With the increased pervasiveness of the internet, society has seen exponential growth in digital data that has been made available on global public networks. With this rise of ‘Big Data,’ researchers have seen the need to identify, organize, collect, and extract this information back out of the system and into useful forms (Hammer, Garcia-Molina, Cho, Aranha, & Crespo, 1997). The fields of data mining and web-content extraction are critical to this process and have remained active areas of research, as the types and forms of data available on the Web have continued to grow and evolve. The continued growth of information on the Web - due in part to more recent trends of fully online, social, and context aware computing - have made more types of data available, which are of potential use in a highly interdisciplinary range of fields. Many disciplines are looking at ‘Big Data’ and ways to mine and analyze these data as the key to solving everything from technical problems to better understanding social interactions. For example, large sets of tweets mined from Twitter have been analyzed to detect natural disasters (Doan, Vo, & Collier, 2011; Hughes, Palen, Sutton, Liu, & Vieweg, 2008; Murthy & Longwell, in press), predict the stock market (Bollen & Mao, 2011), and track the time of our daily rituals (Golder & Macy, 2011). As our use of blogs, social networks, and social media continues to increase, so does our creation of more web-based hyperlinked data. The successful extraction of this web-based data is of considerable research and commercial value.

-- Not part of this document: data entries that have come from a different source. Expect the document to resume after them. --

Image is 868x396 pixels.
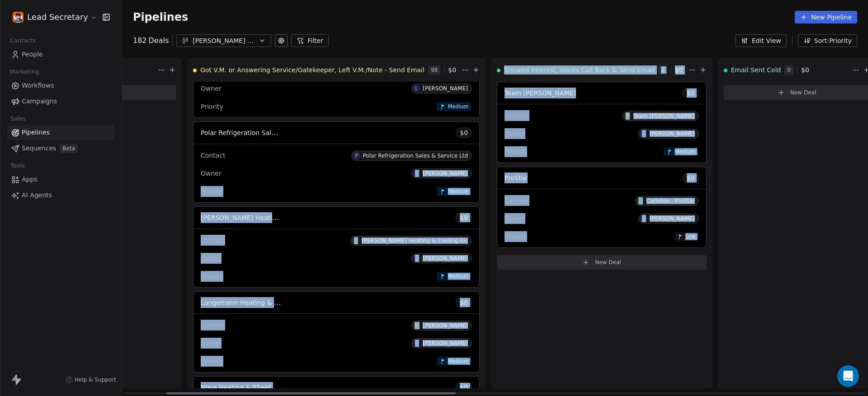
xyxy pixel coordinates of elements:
[6,65,43,79] span: Marketing
[7,78,114,93] a: Workflows
[505,215,525,222] span: Owner
[505,148,527,156] span: Priority
[22,50,43,59] span: People
[74,376,116,384] span: Help & Support
[415,85,418,92] div: L
[201,322,225,329] span: Contact
[497,255,706,270] button: New Deal
[460,128,468,137] span: $ 0
[201,358,223,365] span: Priority
[362,238,468,244] div: [PERSON_NAME] Heating & Cooling Inc
[642,215,645,222] div: L
[192,36,255,45] div: [PERSON_NAME] mix of S-M-L Biz's
[133,11,188,24] span: Pipelines
[785,65,794,74] span: 0
[201,170,222,177] span: Owner
[6,112,30,126] span: Sales
[415,255,418,262] div: L
[363,153,468,159] div: Polar Refrigeration Sales & Service Ltd
[22,175,38,185] span: Apps
[22,97,57,106] span: Campaigns
[626,113,628,120] div: T
[201,152,225,159] span: Contact
[505,174,528,182] span: ProStar
[505,233,527,240] span: Priority
[22,144,56,153] span: Sequences
[201,255,222,262] span: Owner
[633,113,695,119] div: Team [PERSON_NAME]
[22,81,54,90] span: Workflows
[201,237,225,244] span: Contact
[801,65,809,74] span: $ 0
[149,35,169,46] span: Deals
[448,65,456,74] span: $ 0
[658,65,667,74] span: 2
[448,103,469,110] span: Medium
[201,85,222,92] span: Owner
[649,215,695,222] div: [PERSON_NAME]
[6,34,40,47] span: Contacts
[795,11,857,24] button: New Pipeline
[7,188,114,203] a: AI Agents
[65,376,116,384] a: Help & Support
[460,213,468,222] span: $ 0
[497,58,687,82] div: Showed Interest, Wants Call Back & Send Email2$0
[200,65,424,74] span: Got V.M. or Answering Service/Gatekeeper, Left V.M./Note - Send Email
[415,170,418,177] div: L
[724,58,851,82] div: Email Sent Cold0$0
[460,383,468,392] span: $ 0
[422,323,468,329] div: [PERSON_NAME]
[7,94,114,109] a: Campaigns
[7,141,114,156] a: SequencesBeta
[11,10,96,25] button: Lead Secretary
[422,170,468,177] div: [PERSON_NAME]
[7,172,114,187] a: Apps
[7,47,114,62] a: People
[355,153,358,160] div: P
[638,197,642,204] div: C
[497,82,706,163] div: Team [PERSON_NAME]$0ContactTTeam [PERSON_NAME]OwnerL[PERSON_NAME]PriorityMedium
[415,340,418,347] div: L
[201,188,223,195] span: Priority
[448,273,469,280] span: Medium
[6,159,28,172] span: Tools
[60,144,78,153] span: Beta
[201,298,297,307] span: Langemann Heating & Cooling
[685,233,696,240] span: Low
[27,12,88,23] span: Lead Secretary
[460,298,468,308] span: $ 0
[504,65,655,74] span: Showed Interest, Wants Call Back & Send Email
[193,122,480,203] div: Polar Refrigeration Sales & Service Ltd$0ContactPPolar Refrigeration Sales & Service LtdOwnerL[PE...
[201,383,305,392] span: Nova Heating & Sheet Metal Ltd.
[798,35,857,47] button: Sort: Priority
[642,130,645,137] div: L
[422,340,468,347] div: [PERSON_NAME]
[497,167,706,248] div: ProStar$0ContactCCarleton - ProStarOwnerL[PERSON_NAME]PriorityLow
[201,103,223,110] span: Priority
[22,191,52,200] span: AI Agents
[291,35,329,47] button: Filter
[201,273,223,280] span: Priority
[193,292,480,373] div: Langemann Heating & Cooling$0ContactR[PERSON_NAME]OwnerL[PERSON_NAME]PriorityMedium
[790,89,817,96] span: New Deal
[7,125,114,140] a: Pipelines
[505,197,529,204] span: Contact
[201,340,222,347] span: Owner
[428,65,440,74] span: 98
[505,90,576,97] span: Team [PERSON_NAME]
[13,12,24,22] img: icon%2001.png
[687,88,695,97] span: $ 0
[22,128,50,137] span: Pipelines
[193,58,460,82] div: Got V.M. or Answering Service/Gatekeeper, Left V.M./Note - Send Email98$0
[731,65,781,74] span: Email Sent Cold
[735,35,787,47] button: Edit View
[505,112,529,119] span: Contact
[687,174,695,183] span: $ 0
[646,198,695,204] div: Carleton - ProStar
[201,128,323,137] span: Polar Refrigeration Sales & Service Ltd
[448,358,469,365] span: Medium
[193,206,480,288] div: [PERSON_NAME] Heating & Cooling Inc$0ContactL[PERSON_NAME] Heating & Cooling IncOwnerL[PERSON_NAM...
[649,131,695,137] div: [PERSON_NAME]
[448,188,469,195] span: Medium
[201,213,324,222] span: [PERSON_NAME] Heating & Cooling Inc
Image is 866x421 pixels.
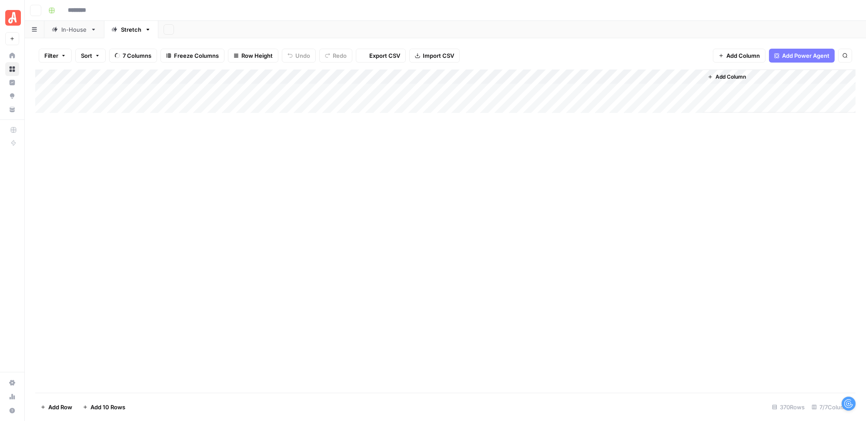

Data mining often goes beyond simple information retrieval and has moved towards a meta-discovery of structures and entities hidden in seas of data. As our social interactions become increasingly mediated by Internet-based technologies, the potential to use web-based data for understanding social structures and interactions will continue to increase.

Online social networks are defined as ‘web-based services that allow individuals to (1) construct a public or semi-public profile within a bounded system, (2) articulate a list of other users with whom they share a connection, and (3) view and traverse their list of connections and those made by others within the system’ (Boyd & Ellison, 2008). Individuals interact within online social networks through portals such as Facebook, which create social experiences for the user by creating a personalized environment and interaction space by combining knowledge of one users’ online activity and relationships with information about other networked individuals. It is through data mining algorithms that Twitter, for example, determines recommendations for users to follow or topics that may be of potential interest. One way to study social networks is by examining relationships between users and the attributes of these relationships. However, data on a blog, Facebook, or Twitter is not directly translatable into network-based data that would be useful within research praxis, and this is where the ability to perform effective data mining becomes important. Social networks typically only provide individual portal access to one’s egocentric network. Put in the language of social network analysis (SNA), the visible network is constructed in relation to ego (the individual being studied) and relations of ego, known as ‘alters,’ are seen (e.g. Facebook friends). However, in a restricted profile environment, the alters’ relationships are not revealed. In order to understand network structure (which is key to a systems perspective), the researcher must use methods like data mining in order to gather information about all users and interactions by iterating over the data. A variety of different types of tools have been developed to collect this web-based information. These tools were created for a wide array of purposes. The majority of these tools have been commercially released. Some of these tools can be used to construct profiles of individuals based on data from multiple sources. Given issues of privacy, ethical uses of these tools should be strictly employed (Van Wel & Royakkers, 2004).